Tuesday, May 10, 2011

CSF Op-Ed: Media I Am

How blogs, tweets, and social media are changing science writing.

Back in the dark ages, books were a luxury for the ultra-rich. When everything had to be copied by hand, written documents were rare, and therefore expensive. Then the printing press came along. Later, the paperback. Books became cheaper, easier to produce.

Once, writing in a public forum was a privilege. You needed permission, an editor’s stamp of approval, to publish anything from a news story to an op-ed piece. Today, anyone can have a platform. Putting your thoughts out into the public realm is becoming a basic right. Now, if only ideas could become cheaper, or easier to produce.

Everything’s changed, and yet nothing has changed.


At the 3rd annual Science Writing Symposium on Tuesday, three great science writers discussed the changes that the Internet, blogs, and social media have brought to their field.

Carl Zimmer has been blogging since 2002, and is the author of 10 science books.

Ed Yong uses his blog to write about “the awe-inspiring, beautiful and quirky world of science.”

Hilary Rosner just started working on a new blog. She’s a freelance journalist, specializing in science and the environment.



In 1998, there were roughly 23 blogs on the Internet. By 2011, that number had increased to 156 million. As the number of “citizen journalists” has increased, and as professional journalists have joined their ranks, the bloggers’ sphere of influence has increased.

The stereotype of the blogger is a pajama-clad outcast writing from the comfort of his mother’s basement, but plenty of blogs are written by professional scientists, like Derek Lowe, a chemist working in the pharmaceutical industry, or astronomer Phil Plait. Graduate students are also trying their hand at blogging, and the quartet that writes for We, Beasties proves that you can be both a scientist and a writer.

Blogs and the Internet offer writers of all stripes opportunities to innovate. First off, bloggers can explore stories that they might not be able to sell to a traditional publication. Secondly, their method of storytelling can be crafted to the unique project at hand. The Internet utilizes extremely short forms (the 140-character tweet) in addition to longer forms (The Atavist won’t consider an article of less than 20,000 words). Also, writers with no knowledge of computer programming have access to a huge range of free tools for adding multimedia to their sites. You can create an interactive timeline for your blog post using Dippity, or add a collage you made on Vuvox. “That is the future. It’s gonna be experiments,” Zimmer said. “We can all take part in those experiments.”

Blogging can also lead to better interaction between scientists and lay people. After Yong wrote a post about “weird, sexually ambiguous chickens,” he received an email from a farmer who had one of the critters, and was able to foster a collaboration between said farmer and a scientist on another continent. The researcher gets a rare animal to study, the farmer gets to be involved in science, and Yong jokes that he should get co-authorship should their research ever appear in Nature.

All the writers agreed that blogging makes journalism more of a meritocracy. Talented new bloggers will get noticed, because even with space to fill and an interactive timeline, great ideas and great stories are just as treasured as ever.

Rosner summed up the panel’s mood quite nicely when she said, “Things have never been as much fun as they are now.”


The panel convinced me that social media is helping both journalists and scientists. And yet, I never felt like they delivered on the second half of the title. How is the Internet changing science writing? What is it really accomplishing in terms of reaching out to a wider public. The panel mentioned that social media is often accused of creating “fjords,” where members of one ideological community get into a very deep conversation about a topic, but never come into any dissenting opinions from people over in the next fjord (or at least, not any dissenting opinions that they’re willing to take seriously). The speakers sort of brushed off the idea that they were only talking to people who already shared their interests and viewpoints, which was very much a missed opportunity from my point of view.

The talk brought up the same questions that I’ve had since I started studying writing: why are we doing this and who are we reaching? The people who read science blogs, like the people who read science-specific magazines, are the kind of people who are already interested in science. When we’re surrounded by other people who really care about science and communication, whether it’s at a dinner or on a website, it’s sometimes hard to remember that a huge portion of the population cares about neither of those things, and that as hard as it’s going to be to reach those people, they have to be our target audience they are the target audience of any truly effective science writing.

So, as writers and scientists, why should we care about these people at all? Because they really are part of our community, with the same right to vote, to run for public office, and to cultivate their own views among others. It’s astounding, but true, that a single evangelical dentist from Texas can dictate what school children all across the country learn about science or social studies. These are the people we most need to reach, whether we do it through newsprint or tweets. I don’t know how to do that. I’m not sure anyone else does either. But I wish we had spent part of the evening trying to figure it out.

Bloggers have all these great new toys. I hope they stretch out of their comfort zones and use them to accomplish great new things.

A live stream video carried the conversation past the walls of the MIT museum and into cyberspace. If you missed it, there’s still time to check it out.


## Description of the task
Go through the data below. Pull out every line that has the word "Digital".

[Opening The data section]

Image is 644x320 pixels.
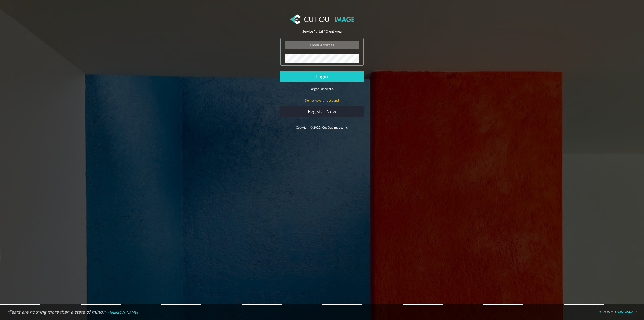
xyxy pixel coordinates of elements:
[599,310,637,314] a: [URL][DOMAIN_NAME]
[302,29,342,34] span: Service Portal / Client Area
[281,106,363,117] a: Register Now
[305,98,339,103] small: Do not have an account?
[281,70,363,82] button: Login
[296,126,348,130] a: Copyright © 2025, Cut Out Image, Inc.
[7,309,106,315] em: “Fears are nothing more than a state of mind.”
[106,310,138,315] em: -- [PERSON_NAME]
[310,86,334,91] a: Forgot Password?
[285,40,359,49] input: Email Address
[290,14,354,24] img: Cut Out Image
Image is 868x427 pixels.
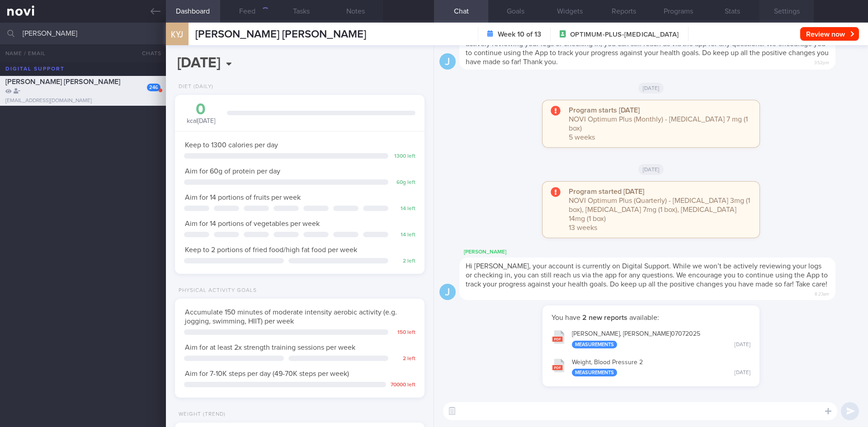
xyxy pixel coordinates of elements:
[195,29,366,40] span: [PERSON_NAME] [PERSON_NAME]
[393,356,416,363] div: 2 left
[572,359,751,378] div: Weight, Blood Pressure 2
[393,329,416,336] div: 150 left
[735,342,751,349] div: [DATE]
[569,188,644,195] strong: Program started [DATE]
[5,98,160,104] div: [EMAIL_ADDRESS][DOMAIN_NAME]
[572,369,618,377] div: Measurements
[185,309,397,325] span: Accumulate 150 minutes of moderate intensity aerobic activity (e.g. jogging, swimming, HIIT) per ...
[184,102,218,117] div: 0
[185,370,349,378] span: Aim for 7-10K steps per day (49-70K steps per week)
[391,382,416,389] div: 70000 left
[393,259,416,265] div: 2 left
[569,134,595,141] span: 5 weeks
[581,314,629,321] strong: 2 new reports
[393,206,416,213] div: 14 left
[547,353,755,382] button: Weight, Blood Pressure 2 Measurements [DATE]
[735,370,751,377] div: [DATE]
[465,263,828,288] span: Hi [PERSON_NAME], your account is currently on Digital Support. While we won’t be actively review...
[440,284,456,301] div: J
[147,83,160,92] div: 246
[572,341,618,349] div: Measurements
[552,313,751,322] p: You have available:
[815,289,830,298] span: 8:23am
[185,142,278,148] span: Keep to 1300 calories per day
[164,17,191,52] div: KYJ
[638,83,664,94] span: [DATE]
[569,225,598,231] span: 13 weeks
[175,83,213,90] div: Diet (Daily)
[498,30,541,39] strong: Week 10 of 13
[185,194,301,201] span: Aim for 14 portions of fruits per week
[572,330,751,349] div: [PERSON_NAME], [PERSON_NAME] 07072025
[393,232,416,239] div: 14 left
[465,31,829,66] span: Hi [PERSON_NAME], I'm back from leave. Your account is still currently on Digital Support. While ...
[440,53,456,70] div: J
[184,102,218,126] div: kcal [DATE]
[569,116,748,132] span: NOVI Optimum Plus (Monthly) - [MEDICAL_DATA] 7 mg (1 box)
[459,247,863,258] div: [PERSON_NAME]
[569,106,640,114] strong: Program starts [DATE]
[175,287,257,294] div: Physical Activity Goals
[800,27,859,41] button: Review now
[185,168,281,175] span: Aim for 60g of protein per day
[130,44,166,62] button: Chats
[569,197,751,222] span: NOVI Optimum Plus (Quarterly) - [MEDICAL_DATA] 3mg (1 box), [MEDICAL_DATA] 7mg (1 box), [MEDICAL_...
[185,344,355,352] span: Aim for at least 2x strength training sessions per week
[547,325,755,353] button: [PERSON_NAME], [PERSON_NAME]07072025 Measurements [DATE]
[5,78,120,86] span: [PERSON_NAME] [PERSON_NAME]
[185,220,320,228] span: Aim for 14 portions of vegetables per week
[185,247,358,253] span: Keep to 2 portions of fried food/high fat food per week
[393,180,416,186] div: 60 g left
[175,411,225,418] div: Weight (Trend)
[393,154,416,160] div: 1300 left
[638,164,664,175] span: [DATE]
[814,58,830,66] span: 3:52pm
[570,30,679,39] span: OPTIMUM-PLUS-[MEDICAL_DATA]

[Closing The data section]

## Response box
[465,263,828,288] span: Hi [PERSON_NAME], your account is currently on Digital Support. While we won’t be actively review...
[465,31,829,66] span: Hi [PERSON_NAME], I'm back from leave. Your account is still currently on Digital Support. While ...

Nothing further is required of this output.